> I'd love to hook my development tools into a fully-local LLM.

Karpathy said in his recent talk, on the topic of AI developer-assistants: don't bother with less capable models.

So ... using an rpi is probably not what you want.

I’m having a lot of fun using less capable versions of models on my local PC, integrated as a code assistant. There still is real value there, but especially room for improvements. I envision us all running specialized lightweight LLMs locally/on-device at some point.

I'd love to hear more about what you're running, and on what hardware. Also, what is your use case? Thanks!

So I am running Ollama on Windows using an 10700k and 3080ti. I'm using models like Qwen3-coder (4/8b) and 2.5-coder 15b, Llama 3 instruct, etc. These models are very fast on my machine (~25-100 tokens per second depending on model)

My use case is custom software that I build and host that leverages LLMs for example for domotica where I use my Apple watch shortcuts to issue commands. I also created a VS2022 extension called Bropilot to replace Copilot with my locally hosted LLMs. Currently looking at fine tuning these type of models for work where I work in finance as a senior dev

Thank you. I'll take a look at Bropilot when I get set up locally.

Have a great week.

> Karpathy said in his recent talk, on the topic of AI developer-assistants: don't bother with less capable models.

Interesting because he also said the future is small "cognitive core" models:

> a few billion param model that maximally sacrifices encyclopedic knowledge for capability. It lives always-on and by default on every computer as the kernel of LLM personal computing.

https://xcancel.com/karpathy/status/1938626382248149433#m

In which case, a raspberry Pi sounds like what you need.

It's not at all trivial to build a "small but highly capable" model. Sacrificing world knowledge is something that can be done, but only to an extent, and that isn't a silver bullet.

For an LLM, size is a virtue - the larger a model is, the more intelligent it is, all other things equal - and even aggressive distillation only gets you this far.

Maybe with significantly better post-training, a lot of distillation from a very large and very capable model, and extremely high quality synthetic data, you could fit GPT-5 Pro tier of reasoning and tool use, with severe cuts to world knowledge, into a 40B model. But not into a 4B one. And it would need some very specific training to know when to fall back to web search or knowledge databases, or delegate to a larger cloud-hosted model.

And if we had the kind of training mastery required to pull that off? I'm a bit afraid of what kind of AI we would be able to train as a frontier run.

Nobody said it's trivial.

I'm kind of shocked so many people are willing to ship their code up to companies that built their products on violating copyright.

It's a tough thing, I'm a solo dev supporting ~all at high quality. I cannot imagine using anything other than $X[1] at the leading edge. Why not have the very best?

Karpathy elides he is an individual. We expect to find a distribution of individuals, such that a nontrivial # of them are fine with 5-10% off the leading edge performance. Why? At least for free as in beer. At most, concerns about connectivity, IP rights, and so on.

[1] gpt-5 finally dethroned sonnet after 7 months

Today's qwen3 30b is about as good as last year's state of the art. For me that's more than good enough. Many tasks don't require the best of the best either.

So much this: people acting as if local model were useless when they were in awe about last year proprietary models that were not any better…

Mind linking to "his recent talk"? There's a lot of videos of him so it's a bit difficult to find what's most recent.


Work instruction »
Would you give the number of lines in the entries that contain the word "strength"? Nothing else is needed.

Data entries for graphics
⟨
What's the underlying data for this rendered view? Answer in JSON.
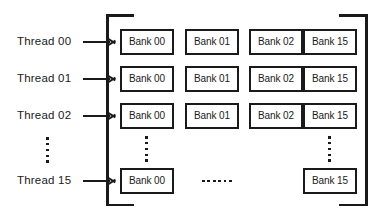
{
  "diagram": {
    "colors": {
      "ink": "#1a1a1a",
      "background": "#ffffff"
    },
    "threads": [
      {
        "label": "Thread 00"
      },
      {
        "label": "Thread 01"
      },
      {
        "label": "Thread 02"
      },
      {
        "label": "Thread 15"
      }
    ],
    "thread_column_ellipsis": {
      "dots": 5
    },
    "rows": [
      {
        "thread": "Thread 00",
        "banks": [
          "Bank 00",
          "Bank 01",
          "Bank 02",
          "Bank 15"
        ],
        "has_row_ellipsis": true
      },
      {
        "thread": "Thread 01",
        "banks": [
          "Bank 00",
          "Bank 01",
          "Bank 02",
          "Bank 15"
        ],
        "has_row_ellipsis": true
      },
      {
        "thread": "Thread 02",
        "banks": [
          "Bank 00",
          "Bank 01",
          "Bank 02",
          "Bank 15"
        ],
        "has_row_ellipsis": true
      },
      {
        "thread": "Thread 15",
        "banks": [
          "Bank 00",
          "Bank 15"
        ],
        "has_row_ellipsis": true
      }
    ],
    "row_ellipsis": {
      "dots": 6
    },
    "column_ellipsis": {
      "dots": 5
    },
    "bank_labels": {
      "r0c0": "Bank 00",
      "r0c1": "Bank 01",
      "r0c2": "Bank 02",
      "r0c3": "Bank 15",
      "r1c0": "Bank 00",
      "r1c1": "Bank 01",
      "r1c2": "Bank 02",
      "r1c3": "Bank 15",
      "r2c0": "Bank 00",
      "r2c1": "Bank 01",
      "r2c2": "Bank 02",
      "r2c3": "Bank 15",
      "r3c0": "Bank 00",
      "r3c3": "Bank 15"
    }
  }
}
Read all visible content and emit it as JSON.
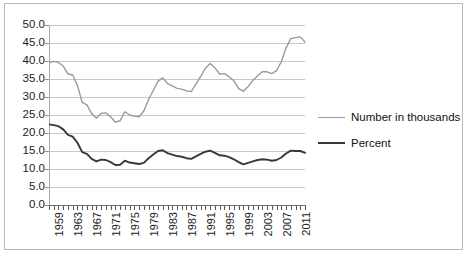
{
  "chart_data": {
    "type": "line",
    "title": "",
    "subtitle": "",
    "xlabel": "",
    "ylabel": "",
    "grid": true,
    "legend_position": "right",
    "ylim": [
      0.0,
      50.0
    ],
    "ytick_labels": [
      "50.0",
      "45.0",
      "40.0",
      "35.0",
      "30.0",
      "25.0",
      "20.0",
      "15.0",
      "10.0",
      "5.0",
      "0.0"
    ],
    "ytick_values": [
      50.0,
      45.0,
      40.0,
      35.0,
      30.0,
      25.0,
      20.0,
      15.0,
      10.0,
      5.0,
      0.0
    ],
    "xtick_labels": [
      "1959",
      "1963",
      "1967",
      "1971",
      "1975",
      "1979",
      "1983",
      "1987",
      "1991",
      "1995",
      "1999",
      "2003",
      "2007",
      "2011"
    ],
    "x": [
      1959,
      1960,
      1961,
      1962,
      1963,
      1964,
      1965,
      1966,
      1967,
      1968,
      1969,
      1970,
      1971,
      1972,
      1973,
      1974,
      1975,
      1976,
      1977,
      1978,
      1979,
      1980,
      1981,
      1982,
      1983,
      1984,
      1985,
      1986,
      1987,
      1988,
      1989,
      1990,
      1991,
      1992,
      1993,
      1994,
      1995,
      1996,
      1997,
      1998,
      1999,
      2000,
      2001,
      2002,
      2003,
      2004,
      2005,
      2006,
      2007,
      2008,
      2009,
      2010,
      2011,
      2012,
      2013
    ],
    "series": [
      {
        "name": "Number in thousands",
        "color": "#9a9a9a",
        "values": [
          39.5,
          39.9,
          39.6,
          38.6,
          36.4,
          36.1,
          33.2,
          28.5,
          27.8,
          25.4,
          24.1,
          25.4,
          25.6,
          24.5,
          23.0,
          23.4,
          25.9,
          25.0,
          24.7,
          24.5,
          26.1,
          29.3,
          31.8,
          34.4,
          35.3,
          33.7,
          33.1,
          32.4,
          32.2,
          31.7,
          31.5,
          33.6,
          35.7,
          38.0,
          39.3,
          38.1,
          36.4,
          36.5,
          35.6,
          34.5,
          32.3,
          31.6,
          32.9,
          34.6,
          35.9,
          37.0,
          37.0,
          36.5,
          37.3,
          39.8,
          43.6,
          46.2,
          46.5,
          46.7,
          45.3
        ]
      },
      {
        "name": "Percent",
        "color": "#383838",
        "values": [
          22.4,
          22.2,
          21.9,
          21.0,
          19.5,
          19.0,
          17.3,
          14.7,
          14.2,
          12.8,
          12.1,
          12.6,
          12.5,
          11.9,
          11.1,
          11.2,
          12.3,
          11.8,
          11.6,
          11.4,
          11.7,
          13.0,
          14.0,
          15.0,
          15.2,
          14.4,
          14.0,
          13.6,
          13.4,
          13.0,
          12.8,
          13.5,
          14.2,
          14.8,
          15.1,
          14.5,
          13.8,
          13.7,
          13.3,
          12.7,
          11.9,
          11.3,
          11.7,
          12.1,
          12.5,
          12.7,
          12.6,
          12.3,
          12.5,
          13.2,
          14.3,
          15.1,
          15.0,
          15.0,
          14.5
        ]
      }
    ]
  },
  "legend": {
    "entries": [
      {
        "label": "Number in thousands",
        "color": "#9a9a9a"
      },
      {
        "label": "Percent",
        "color": "#383838"
      }
    ]
  }
}
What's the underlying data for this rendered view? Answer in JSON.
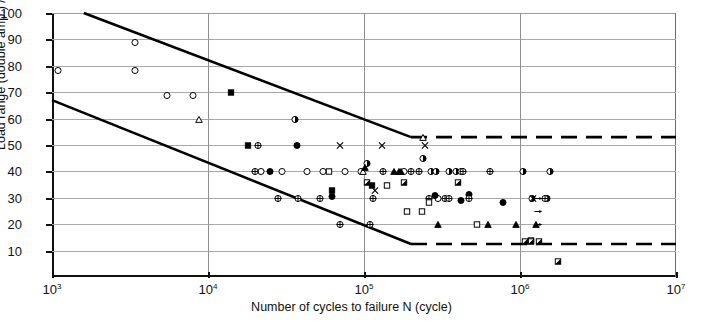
{
  "chart_data": {
    "type": "scatter",
    "title": "",
    "xlabel": "Number of cycles to failure N (cycle)",
    "ylabel": "Load range (double amp.) / Breaking strength (%)",
    "xscale": "log",
    "yscale": "linear",
    "xlim": [
      1000,
      10000000
    ],
    "ylim": [
      0,
      100
    ],
    "grid": true,
    "legend": "none",
    "x_ticks": [
      {
        "value": 1000,
        "label": "10",
        "exponent": "3"
      },
      {
        "value": 10000,
        "label": "10",
        "exponent": "4"
      },
      {
        "value": 100000,
        "label": "10",
        "exponent": "5"
      },
      {
        "value": 1000000,
        "label": "10",
        "exponent": "6"
      },
      {
        "value": 10000000,
        "label": "10",
        "exponent": "7"
      }
    ],
    "y_ticks": [
      {
        "value": 100,
        "label": "100"
      },
      {
        "value": 90,
        "label": "90"
      },
      {
        "value": 80,
        "label": "80"
      },
      {
        "value": 70,
        "label": "70"
      },
      {
        "value": 60,
        "label": "60"
      },
      {
        "value": 50,
        "label": "50"
      },
      {
        "value": 40,
        "label": "40"
      },
      {
        "value": 30,
        "label": "30"
      },
      {
        "value": 20,
        "label": "20"
      },
      {
        "value": 10,
        "label": "10"
      }
    ],
    "boundary_lines": [
      {
        "name": "upper-bound",
        "color": "#000000",
        "width": 2.6,
        "solid": [
          [
            1600,
            100
          ],
          [
            200000,
            53
          ]
        ],
        "dashed": [
          [
            200000,
            53
          ],
          [
            10000000,
            53
          ]
        ]
      },
      {
        "name": "lower-bound",
        "color": "#000000",
        "width": 2.6,
        "solid": [
          [
            1000,
            67
          ],
          [
            200000,
            12.5
          ]
        ],
        "dashed": [
          [
            200000,
            12.5
          ],
          [
            10000000,
            12.5
          ]
        ]
      }
    ],
    "series": [
      {
        "name": "open-circle",
        "marker": "circle-open",
        "points": [
          [
            1100,
            78.5
          ],
          [
            3400,
            89
          ],
          [
            3400,
            78.5
          ],
          [
            5500,
            69
          ],
          [
            8000,
            69
          ],
          [
            22000,
            40
          ],
          [
            30000,
            40
          ],
          [
            43000,
            40
          ],
          [
            55000,
            40
          ],
          [
            76000,
            40
          ],
          [
            95000,
            40
          ],
          [
            180000,
            40
          ],
          [
            300000,
            30
          ]
        ]
      },
      {
        "name": "filled-circle",
        "marker": "circle-filled",
        "points": [
          [
            37000,
            50
          ],
          [
            25000,
            40
          ],
          [
            62000,
            30.5
          ],
          [
            285000,
            31
          ],
          [
            420000,
            29
          ],
          [
            470000,
            31.5
          ],
          [
            780000,
            28.5
          ]
        ]
      },
      {
        "name": "half-filled-circle",
        "marker": "circle-half",
        "points": [
          [
            36000,
            60
          ],
          [
            104000,
            43
          ],
          [
            240000,
            45
          ],
          [
            350000,
            40
          ],
          [
            390000,
            40
          ],
          [
            420000,
            40
          ],
          [
            270000,
            40
          ],
          [
            290000,
            40
          ],
          [
            1200000,
            30
          ],
          [
            1500000,
            30
          ],
          [
            1550000,
            40
          ],
          [
            1050000,
            40
          ]
        ]
      },
      {
        "name": "crossed-circle",
        "marker": "circle-cross",
        "points": [
          [
            21000,
            50
          ],
          [
            20000,
            40
          ],
          [
            28000,
            30
          ],
          [
            38000,
            30
          ],
          [
            52000,
            30
          ],
          [
            115000,
            30
          ],
          [
            132000,
            40
          ],
          [
            200000,
            40
          ],
          [
            225000,
            40
          ],
          [
            260000,
            30
          ],
          [
            330000,
            30
          ],
          [
            350000,
            30
          ],
          [
            430000,
            40
          ],
          [
            470000,
            30
          ],
          [
            640000,
            40
          ],
          [
            70000,
            20
          ],
          [
            110000,
            20
          ],
          [
            1450000,
            30
          ]
        ]
      },
      {
        "name": "open-square",
        "marker": "square-open",
        "points": [
          [
            60000,
            40
          ],
          [
            190000,
            25
          ],
          [
            235000,
            25
          ],
          [
            260000,
            28.5
          ],
          [
            530000,
            20
          ],
          [
            1180000,
            14
          ],
          [
            140000,
            35
          ]
        ]
      },
      {
        "name": "filled-square",
        "marker": "square-filled",
        "points": [
          [
            14000,
            70
          ],
          [
            18000,
            50
          ],
          [
            62000,
            33
          ],
          [
            112000,
            35
          ]
        ]
      },
      {
        "name": "half-square",
        "marker": "square-half",
        "points": [
          [
            105000,
            36
          ],
          [
            180000,
            36
          ],
          [
            400000,
            36
          ],
          [
            1330000,
            13.5
          ],
          [
            1180000,
            13.5
          ],
          [
            1080000,
            13.5
          ],
          [
            1750000,
            6
          ]
        ]
      },
      {
        "name": "open-triangle",
        "marker": "triangle-open",
        "points": [
          [
            8700,
            60
          ],
          [
            98000,
            40
          ],
          [
            240000,
            53
          ]
        ]
      },
      {
        "name": "filled-triangle",
        "marker": "triangle-filled",
        "points": [
          [
            102000,
            41.5
          ],
          [
            155000,
            40
          ],
          [
            168000,
            40
          ],
          [
            172000,
            40
          ],
          [
            300000,
            20
          ],
          [
            620000,
            20
          ],
          [
            940000,
            20
          ],
          [
            1270000,
            20
          ]
        ]
      },
      {
        "name": "x-mark",
        "marker": "x",
        "points": [
          [
            70000,
            50
          ],
          [
            130000,
            50
          ],
          [
            245000,
            50
          ],
          [
            118000,
            33
          ],
          [
            1220000,
            30
          ]
        ]
      },
      {
        "name": "runout-arrow",
        "marker": "arrow-right",
        "points": [
          [
            1300000,
            30
          ],
          [
            1300000,
            25
          ],
          [
            1300000,
            20
          ]
        ]
      }
    ]
  },
  "axes": {
    "x_title": "Number of cycles to failure N (cycle)",
    "y_title": "Load range (double amp.) / Breaking strength (%)"
  }
}
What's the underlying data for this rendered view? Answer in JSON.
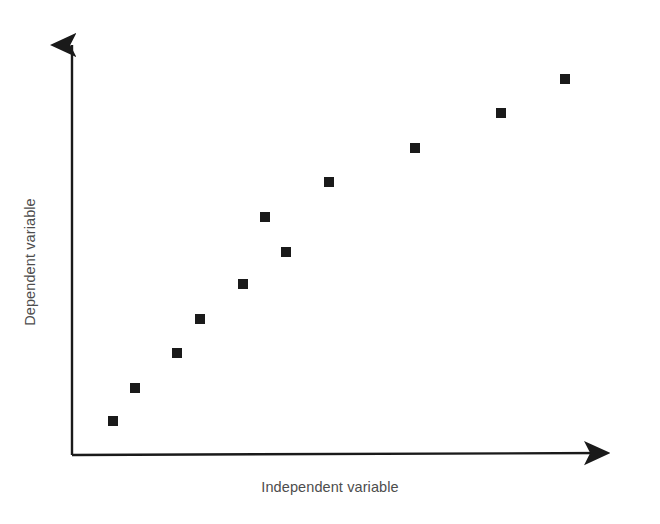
{
  "chart_data": {
    "type": "scatter",
    "title": "",
    "xlabel": "Independent variable",
    "ylabel": "Dependent variable",
    "xlim": [
      0,
      100
    ],
    "ylim": [
      0,
      100
    ],
    "grid": false,
    "legend": null,
    "axis_style": "arrow-headed open axes, no tick marks, no tick labels",
    "marker": {
      "shape": "square",
      "color": "#1a1a1a",
      "size_px": 10
    },
    "series": [
      {
        "name": "observations",
        "points": [
          {
            "label": "point-1",
            "x": 8,
            "y": 9,
            "px": 113,
            "py": 421
          },
          {
            "label": "point-2",
            "x": 15,
            "y": 17,
            "px": 135,
            "py": 388
          },
          {
            "label": "point-3",
            "x": 19,
            "y": 25,
            "px": 177,
            "py": 353
          },
          {
            "label": "point-4",
            "x": 24,
            "y": 33,
            "px": 200,
            "py": 319
          },
          {
            "label": "point-5",
            "x": 32,
            "y": 42,
            "px": 243,
            "py": 284
          },
          {
            "label": "point-6",
            "x": 36,
            "y": 58,
            "px": 265,
            "py": 217
          },
          {
            "label": "point-7",
            "x": 40,
            "y": 50,
            "px": 286,
            "py": 252
          },
          {
            "label": "point-8",
            "x": 48,
            "y": 66,
            "px": 329,
            "py": 182
          },
          {
            "label": "point-9",
            "x": 64,
            "y": 74,
            "px": 415,
            "py": 148
          },
          {
            "label": "point-10",
            "x": 78,
            "y": 82,
            "px": 501,
            "py": 113
          },
          {
            "label": "point-11",
            "x": 91,
            "y": 90,
            "px": 565,
            "py": 79
          }
        ]
      }
    ],
    "axes_geometry": {
      "origin_px": [
        72,
        455
      ],
      "y_axis_top_px": [
        72,
        33
      ],
      "x_axis_right_px": [
        620,
        455
      ],
      "line_color": "#1a1a1a",
      "line_width_px": 2.4
    }
  },
  "labels": {
    "x_axis": "Independent variable",
    "y_axis": "Dependent variable"
  },
  "colors": {
    "background": "#ffffff",
    "axis": "#1a1a1a",
    "marker": "#1a1a1a",
    "label_text": "#4d4d4d"
  }
}
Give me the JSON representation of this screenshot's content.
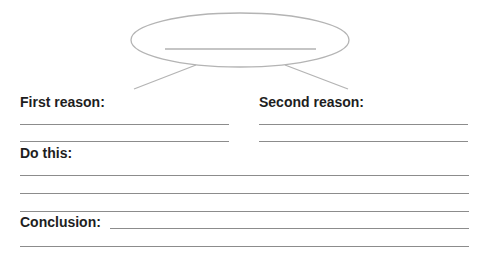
{
  "worksheet": {
    "topic_blank": "",
    "first_reason": {
      "label": "First reason:"
    },
    "second_reason": {
      "label": "Second reason:"
    },
    "do_this": {
      "label": "Do this:"
    },
    "conclusion": {
      "label": "Conclusion:"
    }
  },
  "colors": {
    "ink": "#1e1e1e",
    "rule": "#8c8c8c",
    "shape": "#b4b4b4"
  }
}
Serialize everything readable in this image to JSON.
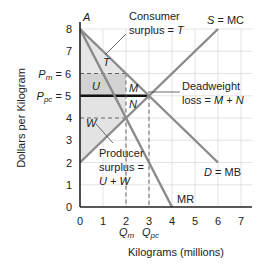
{
  "chart_data": {
    "type": "line",
    "title": "",
    "xlabel": "Kilograms (millions)",
    "ylabel": "Dollars per Kilogram",
    "xlim": [
      0,
      7
    ],
    "ylim": [
      0,
      8
    ],
    "x_ticks": [
      0,
      1,
      2,
      3,
      4,
      5,
      6,
      7
    ],
    "y_ticks": [
      0,
      1,
      2,
      3,
      4,
      5,
      6,
      7,
      8
    ],
    "grid": true,
    "series": [
      {
        "name": "D = MB",
        "points": [
          [
            0,
            8
          ],
          [
            6,
            2
          ]
        ],
        "color": "#8a8a8a"
      },
      {
        "name": "S = MC",
        "points": [
          [
            0,
            2
          ],
          [
            6,
            8
          ]
        ],
        "color": "#8a8a8a"
      },
      {
        "name": "MR",
        "points": [
          [
            0,
            8
          ],
          [
            4,
            0
          ]
        ],
        "color": "#8a8a8a"
      }
    ],
    "reference_lines": [
      {
        "name": "P_m = 6",
        "type": "horizontal",
        "y": 6,
        "x_to": 2,
        "style": "dashed"
      },
      {
        "name": "P_pc = 5",
        "type": "horizontal",
        "y": 5,
        "x_to": 3,
        "style": "solid-bold"
      },
      {
        "name": "MR=MC level",
        "type": "horizontal",
        "y": 4,
        "x_to": 2,
        "style": "dashed"
      },
      {
        "name": "Q_m",
        "type": "vertical",
        "x": 2,
        "style": "dashed"
      },
      {
        "name": "Q_pc",
        "type": "vertical",
        "x": 3,
        "style": "dashed"
      }
    ],
    "regions": [
      {
        "label": "T",
        "desc": "Consumer surplus",
        "polygon": [
          [
            0,
            8
          ],
          [
            2,
            6
          ],
          [
            0,
            6
          ]
        ],
        "fill": "#e6e6e6"
      },
      {
        "label": "U",
        "desc": "Part of producer surplus",
        "polygon": [
          [
            0,
            6
          ],
          [
            2,
            6
          ],
          [
            2,
            5
          ],
          [
            0,
            5
          ]
        ],
        "fill": "#d2d2d2"
      },
      {
        "label": "W",
        "desc": "Part of producer surplus",
        "polygon": [
          [
            0,
            5
          ],
          [
            2,
            5
          ],
          [
            2,
            4
          ],
          [
            0,
            2
          ]
        ],
        "fill": "#e3e3e3"
      },
      {
        "label": "M",
        "desc": "Deadweight loss (upper)",
        "polygon": [
          [
            2,
            6
          ],
          [
            3,
            5
          ],
          [
            2,
            5
          ]
        ],
        "fill": "#ffffff"
      },
      {
        "label": "N",
        "desc": "Deadweight loss (lower)",
        "polygon": [
          [
            2,
            5
          ],
          [
            3,
            5
          ],
          [
            2,
            4
          ]
        ],
        "fill": "#ffffff"
      }
    ],
    "annotations": [
      {
        "text": "A",
        "x": 0,
        "y": 8
      },
      {
        "text": "Consumer surplus = T"
      },
      {
        "text": "S = MC"
      },
      {
        "text": "Deadweight loss = M + N"
      },
      {
        "text": "Producer surplus = U + W"
      },
      {
        "text": "D = MB"
      },
      {
        "text": "MR"
      }
    ],
    "y_special_labels": [
      {
        "text": "P_m = 6",
        "y": 6
      },
      {
        "text": "P_pc = 5",
        "y": 5
      }
    ],
    "x_special_labels": [
      {
        "text": "Q_m",
        "x": 2
      },
      {
        "text": "Q_pc",
        "x": 3
      }
    ]
  },
  "labels": {
    "y_axis_title": "Dollars per Kilogram",
    "x_axis_title": "Kilograms (millions)",
    "point_a": "A",
    "consumer_line1": "Consumer",
    "consumer_line2": "surplus = ",
    "consumer_var": "T",
    "supply": "S",
    "supply_rest": " = MC",
    "dw_line1": "Deadweight",
    "dw_line2a": "loss = ",
    "dw_line2b": "M",
    "dw_line2c": " + ",
    "dw_line2d": "N",
    "prod_line1": "Producer",
    "prod_line2": "surplus =",
    "prod_line3": "U + W",
    "demand": "D",
    "demand_rest": " = MB",
    "mr": "MR",
    "region_t": "T",
    "region_u": "U",
    "region_w": "W",
    "region_m": "M",
    "region_n": "N",
    "pm_p": "P",
    "pm_sub": "m",
    "pm_rest": " = 6",
    "ppc_p": "P",
    "ppc_sub": "pc",
    "ppc_rest": " = 5",
    "qm_q": "Q",
    "qm_sub": "m",
    "qpc_q": "Q",
    "qpc_sub": "pc"
  }
}
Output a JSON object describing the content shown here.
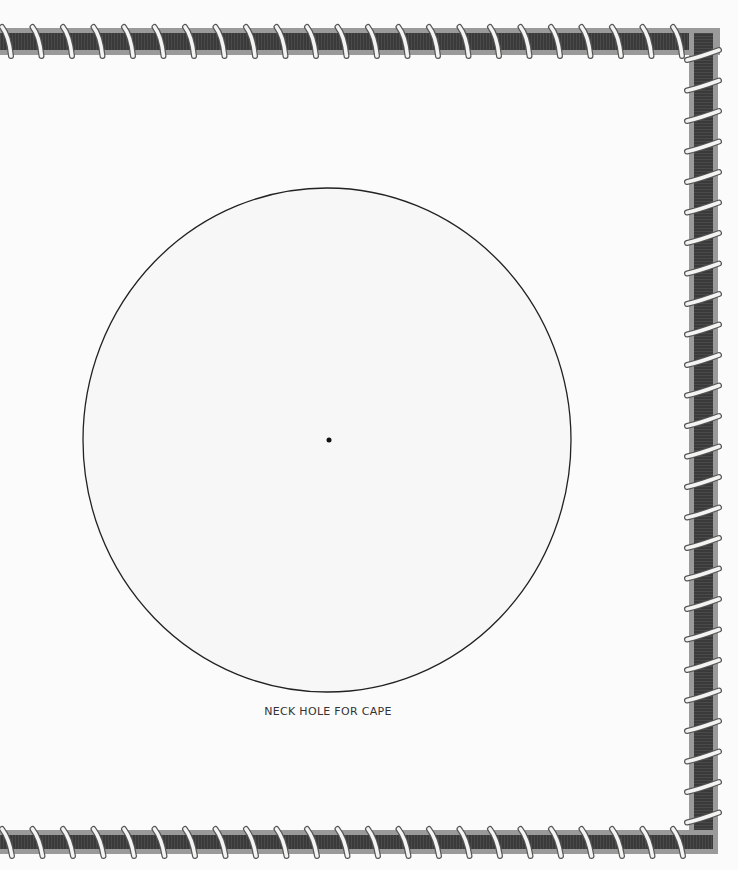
{
  "template": {
    "caption": "NECK HOLE FOR CAPE",
    "shape": {
      "type": "circle-template",
      "center": [
        327,
        440
      ],
      "rx": 244,
      "ry": 252,
      "center_mark": true
    },
    "frame": {
      "style": "rope-wrapped border",
      "sides": [
        "top",
        "right",
        "bottom"
      ],
      "colors": {
        "band_fill": "#3e3e3e",
        "band_edge": "#9a9a9a",
        "wrap": "#f4f4f2",
        "wrap_outline": "#555555"
      }
    },
    "background": "#fbfbfb"
  }
}
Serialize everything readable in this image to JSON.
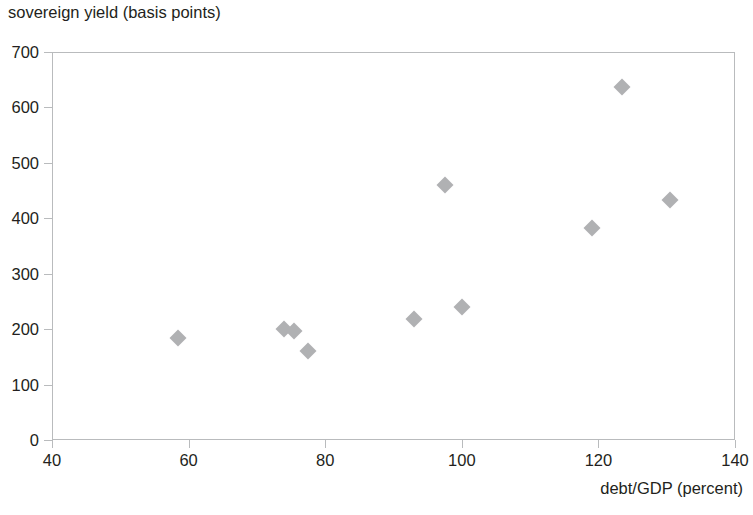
{
  "chart_data": {
    "type": "scatter",
    "title": "",
    "xlabel": "debt/GDP (percent)",
    "ylabel": "sovereign yield (basis points)",
    "xlim": [
      40,
      140
    ],
    "ylim": [
      0,
      700
    ],
    "xticks": [
      40,
      60,
      80,
      100,
      120,
      140
    ],
    "yticks": [
      0,
      100,
      200,
      300,
      400,
      500,
      600,
      700
    ],
    "xtick_labels": [
      "40",
      "60",
      "80",
      "100",
      "120",
      "140"
    ],
    "ytick_labels": [
      "0",
      "100",
      "200",
      "300",
      "400",
      "500",
      "600",
      "700"
    ],
    "grid": false,
    "legend": false,
    "marker": "diamond",
    "marker_color": "#b0b1b3",
    "axis_color": "#b9bbbd",
    "text_color": "#231f20",
    "background": "#ffffff",
    "series": [
      {
        "name": "countries",
        "points": [
          {
            "x": 58.5,
            "y": 184
          },
          {
            "x": 74.0,
            "y": 200
          },
          {
            "x": 75.5,
            "y": 196
          },
          {
            "x": 77.5,
            "y": 161
          },
          {
            "x": 93.0,
            "y": 218
          },
          {
            "x": 97.5,
            "y": 460
          },
          {
            "x": 100.0,
            "y": 240
          },
          {
            "x": 119.0,
            "y": 383
          },
          {
            "x": 123.5,
            "y": 637
          },
          {
            "x": 130.5,
            "y": 433
          }
        ]
      }
    ]
  },
  "axis_titles": {
    "y": "sovereign yield (basis points)",
    "x": "debt/GDP (percent)"
  }
}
⟩
Answer section »
2